News: Based on facts, either observed and verified directly by the reporter, or reported and verified from knowledgeable sources.

Simms has covered Beacon for The Current since 2015. He studied journalism at Appalachian State University and has reported for newspapers in North Carolina and Maryland. Location: Beacon. Languages: English. Area of expertise: Beacon politics

4 replies on “Census Data for Beacon Unclear”

  1. My first guess for the apparent drop in Beacon would be that young, single people or those who have one or two children moved in and larger families moved out. Second guess would be lots of houses were sold as second properties. And the third would be collection errors. [via Facebook]

  2. A decade of increasing gentrification — the pricing out of local families in favor of wealthy weekenders looking for a secondary residence — will result in this kind of population loss. If regular Beaconites can easily see it and have been warning about this for 10 years, how come our leadership is startled? [via Instagram]

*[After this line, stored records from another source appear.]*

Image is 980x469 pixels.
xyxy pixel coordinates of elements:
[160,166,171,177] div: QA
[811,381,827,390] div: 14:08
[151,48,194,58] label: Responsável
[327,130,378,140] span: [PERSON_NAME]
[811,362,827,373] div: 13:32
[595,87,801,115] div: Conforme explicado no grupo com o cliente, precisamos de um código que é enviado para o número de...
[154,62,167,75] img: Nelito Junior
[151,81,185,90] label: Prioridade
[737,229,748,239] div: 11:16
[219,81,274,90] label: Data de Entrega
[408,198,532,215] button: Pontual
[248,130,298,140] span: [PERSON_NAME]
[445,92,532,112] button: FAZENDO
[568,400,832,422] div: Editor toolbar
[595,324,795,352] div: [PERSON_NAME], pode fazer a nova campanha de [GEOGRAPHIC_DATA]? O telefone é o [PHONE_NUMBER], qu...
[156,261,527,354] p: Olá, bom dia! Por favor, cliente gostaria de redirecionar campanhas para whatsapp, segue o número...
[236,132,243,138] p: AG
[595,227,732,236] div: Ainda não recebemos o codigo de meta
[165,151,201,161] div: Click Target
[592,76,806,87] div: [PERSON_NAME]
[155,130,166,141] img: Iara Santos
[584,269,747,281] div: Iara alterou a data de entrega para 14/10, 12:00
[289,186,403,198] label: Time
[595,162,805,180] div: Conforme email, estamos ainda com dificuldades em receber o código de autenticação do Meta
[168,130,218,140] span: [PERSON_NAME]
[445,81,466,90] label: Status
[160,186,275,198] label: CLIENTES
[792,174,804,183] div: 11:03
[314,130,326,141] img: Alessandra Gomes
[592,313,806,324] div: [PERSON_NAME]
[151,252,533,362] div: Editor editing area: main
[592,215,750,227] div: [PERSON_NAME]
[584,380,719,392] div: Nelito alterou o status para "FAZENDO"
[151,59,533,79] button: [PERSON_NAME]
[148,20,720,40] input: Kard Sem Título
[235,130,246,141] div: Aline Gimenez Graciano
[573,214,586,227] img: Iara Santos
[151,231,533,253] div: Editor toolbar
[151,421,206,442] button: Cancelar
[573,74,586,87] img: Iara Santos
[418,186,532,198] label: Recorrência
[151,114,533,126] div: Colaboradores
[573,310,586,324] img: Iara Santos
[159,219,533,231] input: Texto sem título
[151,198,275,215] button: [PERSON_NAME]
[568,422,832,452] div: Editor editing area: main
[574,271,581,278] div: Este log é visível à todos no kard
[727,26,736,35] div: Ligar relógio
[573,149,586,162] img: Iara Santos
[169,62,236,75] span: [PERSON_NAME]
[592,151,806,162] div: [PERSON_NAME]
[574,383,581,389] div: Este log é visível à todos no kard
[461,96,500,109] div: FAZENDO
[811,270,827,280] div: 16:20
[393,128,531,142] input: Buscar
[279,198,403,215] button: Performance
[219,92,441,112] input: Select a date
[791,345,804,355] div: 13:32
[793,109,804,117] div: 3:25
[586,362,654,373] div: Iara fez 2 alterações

  3. Your story about the apparent drop in population in Beacon, and whether it might be accounted for by not counting prisoners at Fishkill Correctional as residents of the city, reminded me of when my district boundaries changed in 2012 after redistricting and I lost the prisoner count from Sing Sing.

    In 2012, a state court ordered state and county governments to exclude inmate counts when they used census data to redraw political boundaries. Instead, prisoners had to be included in the count for their home addresses. As a result, my district lost more than 1,000 residents. The re-drawn district was going to include Putnam Valley, but to compensate for the loss of the 1,000 inmates, at the last minute a larger municipality had to be added instead, which turned out to be Kent.

    This issue of where the incarcerated are counted for the 2022 redistricting and going forward is part of a referendum that will appear on the ballot on Nov. 2. If passed, prisoners will be counted at their last place of residence.

    Galef’s district in the Assembly includes Philipstown.

    1. According to the Prison Policy Initiative, which has campaigned against “prison gerrymandering,” counting prisoners where they are incarcerated “artificially enhances the weight of a vote cast in those districts at the expense of all districts that do not contain a prison.”